I assume you know that I'm talking about tomatoes, if you know me at all. My lunch today, a heavenly sandwich of sourdough bread and tomatoes, nearly sent me into a pleasure coma. Combined with the small Greek salad I made, with a homegrown (though not by me. Black thumb, remember.) cucumber and some Penzey's herbs, it made possibly the best meal I've had in a long time. Fresh and juicy and deliciously sweet and filling. I could probably apply rosy adjectives to it for pages and pages.
But I'm not going to talk about the fresh tomato, the (love) apple of my eye. I'm going to talk about cooked tomatoes, and the revulsion I've recently developed for them. That's right, I don't like cooked tomatoes. I don't like tomato sauce anymore. The thought of eating pizza covered in sauce leaves me cold and clammy; I'd rather eat a bowl of cereal, thanks. Can you order a pizza with no tomato sauce? I may be finding out very soon.I wasn't always this way, that's for sure. It's a pretty recent prejudice. In fact, the thought of eating pasta with a plain tomato sauce is also repulsive to me, and I used to gobble up a good marinara. I even turned my mom's venerable meat sauce into a marinara, that's how much I liked it.
Which, in a roundabout way, brings us to exceptions, and there are two major plain tomato sauce ones: my mom's meat sauce, which doesn't sound bad to me at all, and my dad's pizza sauce, which I'd happily eat any day of the week. And three times on Sunday. I'm not sure if it's because those are hugely familiar sauces, and the taste for them will never go away, or if it's simply that they're (to my mind) superior examples of a plain tomato sauce. I'm not saying this just to be nice; I'm pretty sure my parents know that they kick ass at their respective Italian food dishes.
There is one other exception to the tomato sauce thing, and that's when you doctor up a tomato sauce with cream, mascarpone, and vodka. I can eat that stuff all the time too.
This isn't to say that I don't love pasta; I just love pasta with non-sauces. (Because I don't really like cream sauce either.) So give me some rigatoni tossed with peas and turkey sausage. Or with sausage and asparagus and lemon. Or with greens and sausage. Or mushrooms and chicken in a light marsala. All those things sound delicious to me, but they mostly don't involved tomatoes.
This is all very odd; you'd think that since I worship the raw tomato, I'd like everything you can do with it. But no. Cook it, and I'm out. Make a nice bruschetta with it instead, that's my suggestion. Or a fresh pico de gallo. Or better yet, add it to some guac. Or....my very favorite of all time, the tomato-mayonnaise sandwich. Doesn't get any better in the dog days of summer.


- [Work item] Every line of the data must appear again in the answer, exactly as written.

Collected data
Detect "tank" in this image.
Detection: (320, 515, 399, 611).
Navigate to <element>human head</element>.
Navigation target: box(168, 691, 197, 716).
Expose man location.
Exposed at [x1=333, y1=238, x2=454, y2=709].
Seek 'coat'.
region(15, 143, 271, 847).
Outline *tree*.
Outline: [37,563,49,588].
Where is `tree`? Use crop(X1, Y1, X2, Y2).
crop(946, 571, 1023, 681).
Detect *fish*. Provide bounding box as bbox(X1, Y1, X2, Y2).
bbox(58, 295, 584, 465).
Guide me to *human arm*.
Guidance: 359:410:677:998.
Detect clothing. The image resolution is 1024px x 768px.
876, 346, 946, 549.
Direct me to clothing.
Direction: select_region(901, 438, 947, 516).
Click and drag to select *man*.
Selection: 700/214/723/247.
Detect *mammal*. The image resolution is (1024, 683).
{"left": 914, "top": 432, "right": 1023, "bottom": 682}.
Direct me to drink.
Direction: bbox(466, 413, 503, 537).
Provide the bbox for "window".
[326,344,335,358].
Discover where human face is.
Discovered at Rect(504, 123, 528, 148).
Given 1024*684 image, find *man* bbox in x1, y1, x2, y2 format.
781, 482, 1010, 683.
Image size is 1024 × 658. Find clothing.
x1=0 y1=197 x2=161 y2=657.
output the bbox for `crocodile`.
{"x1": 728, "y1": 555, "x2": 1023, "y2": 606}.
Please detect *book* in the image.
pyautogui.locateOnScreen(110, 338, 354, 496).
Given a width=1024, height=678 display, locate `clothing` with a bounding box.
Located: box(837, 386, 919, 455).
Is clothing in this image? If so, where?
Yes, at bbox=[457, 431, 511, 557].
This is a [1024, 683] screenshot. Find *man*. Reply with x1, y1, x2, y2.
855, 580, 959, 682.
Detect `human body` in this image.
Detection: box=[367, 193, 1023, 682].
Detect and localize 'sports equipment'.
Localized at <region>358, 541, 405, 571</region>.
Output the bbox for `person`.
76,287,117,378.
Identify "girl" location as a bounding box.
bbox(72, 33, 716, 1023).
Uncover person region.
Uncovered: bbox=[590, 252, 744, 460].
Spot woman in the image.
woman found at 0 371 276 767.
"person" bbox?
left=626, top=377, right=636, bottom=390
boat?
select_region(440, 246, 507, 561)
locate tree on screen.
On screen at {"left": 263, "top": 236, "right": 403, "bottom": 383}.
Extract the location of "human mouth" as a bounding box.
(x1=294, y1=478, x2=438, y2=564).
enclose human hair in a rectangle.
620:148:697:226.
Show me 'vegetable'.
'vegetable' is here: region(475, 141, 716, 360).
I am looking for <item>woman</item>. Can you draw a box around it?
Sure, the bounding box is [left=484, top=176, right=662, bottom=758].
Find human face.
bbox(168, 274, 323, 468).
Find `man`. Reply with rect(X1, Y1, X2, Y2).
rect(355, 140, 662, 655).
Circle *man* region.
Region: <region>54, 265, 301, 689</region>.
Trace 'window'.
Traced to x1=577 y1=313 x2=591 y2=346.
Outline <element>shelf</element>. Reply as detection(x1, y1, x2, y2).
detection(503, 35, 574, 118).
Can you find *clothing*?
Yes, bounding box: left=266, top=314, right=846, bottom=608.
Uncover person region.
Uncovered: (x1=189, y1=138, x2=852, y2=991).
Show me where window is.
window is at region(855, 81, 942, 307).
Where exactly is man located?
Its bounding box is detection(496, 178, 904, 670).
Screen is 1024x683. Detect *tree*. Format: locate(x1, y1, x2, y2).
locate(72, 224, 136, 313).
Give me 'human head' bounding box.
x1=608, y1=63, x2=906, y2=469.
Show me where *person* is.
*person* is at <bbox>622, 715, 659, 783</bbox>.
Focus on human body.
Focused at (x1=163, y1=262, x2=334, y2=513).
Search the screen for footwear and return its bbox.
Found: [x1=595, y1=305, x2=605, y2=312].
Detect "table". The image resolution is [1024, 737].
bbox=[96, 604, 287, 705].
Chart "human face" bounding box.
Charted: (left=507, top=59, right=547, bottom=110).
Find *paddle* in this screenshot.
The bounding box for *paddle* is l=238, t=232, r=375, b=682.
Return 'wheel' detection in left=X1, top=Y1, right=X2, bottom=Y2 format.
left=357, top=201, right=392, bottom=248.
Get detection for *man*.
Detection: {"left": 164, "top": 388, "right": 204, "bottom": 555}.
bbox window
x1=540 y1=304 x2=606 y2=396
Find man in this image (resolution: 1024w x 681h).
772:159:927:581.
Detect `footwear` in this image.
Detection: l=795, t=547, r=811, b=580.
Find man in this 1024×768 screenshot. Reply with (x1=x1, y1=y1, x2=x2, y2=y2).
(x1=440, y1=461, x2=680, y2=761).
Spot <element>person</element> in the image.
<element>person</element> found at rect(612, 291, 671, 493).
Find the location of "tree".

- [Answer area]
Detect "tank" in this image.
Detection: (320, 515, 399, 611).
Navigate to <element>human head</element>.
Navigation target: box(168, 691, 197, 716).
Expose man location.
Exposed at [x1=333, y1=238, x2=454, y2=709].
Seek 'coat'.
region(15, 143, 271, 847).
Outline *tree*.
Outline: [37,563,49,588].
Where is `tree`? Use crop(X1, Y1, X2, Y2).
crop(946, 571, 1023, 681).
Detect *fish*. Provide bounding box as bbox(X1, Y1, X2, Y2).
bbox(58, 295, 584, 465).
Guide me to *human arm*.
Guidance: 359:410:677:998.
Detect clothing. The image resolution is 1024px x 768px.
876, 346, 946, 549.
Direct me to clothing.
Direction: select_region(901, 438, 947, 516).
Click and drag to select *man*.
Selection: 700/214/723/247.
Detect *mammal*. The image resolution is (1024, 683).
{"left": 914, "top": 432, "right": 1023, "bottom": 682}.
Direct me to drink.
Direction: bbox(466, 413, 503, 537).
Provide the bbox for "window".
[326,344,335,358].
Discover where human face is.
Discovered at Rect(504, 123, 528, 148).
Given 1024*684 image, find *man* bbox in x1, y1, x2, y2 format.
781, 482, 1010, 683.
Image size is 1024 × 658. Find clothing.
x1=0 y1=197 x2=161 y2=657.
output the bbox for `crocodile`.
{"x1": 728, "y1": 555, "x2": 1023, "y2": 606}.
Please detect *book* in the image.
pyautogui.locateOnScreen(110, 338, 354, 496).
Given a width=1024, height=678 display, locate `clothing` with a bounding box.
Located: box(837, 386, 919, 455).
Is clothing in this image? If so, where?
Yes, at bbox=[457, 431, 511, 557].
This is a [1024, 683] screenshot. Find *man*. Reply with x1, y1, x2, y2.
855, 580, 959, 682.
Detect `human body` in this image.
Detection: box=[367, 193, 1023, 682].
Detect and localize 'sports equipment'.
Localized at <region>358, 541, 405, 571</region>.
Output the bbox for `person`.
76,287,117,378.
Identify "girl" location as a bounding box.
bbox(72, 33, 716, 1023).
Uncover person region.
Uncovered: bbox=[590, 252, 744, 460].
Spot woman in the image.
woman found at 0 371 276 767.
"person" bbox?
left=626, top=377, right=636, bottom=390
boat?
select_region(440, 246, 507, 561)
locate tree on screen.
On screen at {"left": 263, "top": 236, "right": 403, "bottom": 383}.
Extract the location of "human mouth" as a bounding box.
(x1=294, y1=478, x2=438, y2=564).
enclose human hair in a rectangle.
620:148:697:226.
Show me 'vegetable'.
'vegetable' is here: region(475, 141, 716, 360).
I am looking for <item>woman</item>. Can you draw a box around it?
Sure, the bounding box is [left=484, top=176, right=662, bottom=758].
Find human face.
bbox(168, 274, 323, 468).
Find `man`. Reply with rect(X1, Y1, X2, Y2).
rect(355, 140, 662, 655).
Circle *man* region.
Region: <region>54, 265, 301, 689</region>.
Trace 'window'.
Traced to x1=577 y1=313 x2=591 y2=346.
Outline <element>shelf</element>. Reply as detection(x1, y1, x2, y2).
detection(503, 35, 574, 118).
Can you find *clothing*?
Yes, bounding box: left=266, top=314, right=846, bottom=608.
Uncover person region.
Uncovered: (x1=189, y1=138, x2=852, y2=991).
Show me where window is.
window is at region(855, 81, 942, 307).
Where exactly is man located?
Its bounding box is detection(496, 178, 904, 670).
Screen is 1024x683. Detect *tree*. Format: locate(x1, y1, x2, y2).
locate(72, 224, 136, 313).
Give me 'human head' bounding box.
x1=608, y1=63, x2=906, y2=469.
Show me where *person* is.
*person* is at <bbox>622, 715, 659, 783</bbox>.
Focus on human body.
Focused at (x1=163, y1=262, x2=334, y2=513).
Search the screen for footwear and return its bbox.
Found: [x1=595, y1=305, x2=605, y2=312].
Detect "table". The image resolution is [1024, 737].
bbox=[96, 604, 287, 705].
Chart "human face" bounding box.
Charted: (left=507, top=59, right=547, bottom=110).
Find *paddle* in this screenshot.
The bounding box for *paddle* is l=238, t=232, r=375, b=682.
Return 'wheel' detection in left=X1, top=Y1, right=X2, bottom=Y2 format.
left=357, top=201, right=392, bottom=248.
Get detection for *man*.
Detection: {"left": 164, "top": 388, "right": 204, "bottom": 555}.
bbox window
x1=540 y1=304 x2=606 y2=396
Find man in this image (resolution: 1024w x 681h).
772:159:927:581.
Detect `footwear` in this image.
Detection: l=795, t=547, r=811, b=580.
Find man in this 1024×768 screenshot. Reply with (x1=x1, y1=y1, x2=x2, y2=y2).
(x1=440, y1=461, x2=680, y2=761).
Spot <element>person</element> in the image.
<element>person</element> found at rect(612, 291, 671, 493).
Find the location of "tree".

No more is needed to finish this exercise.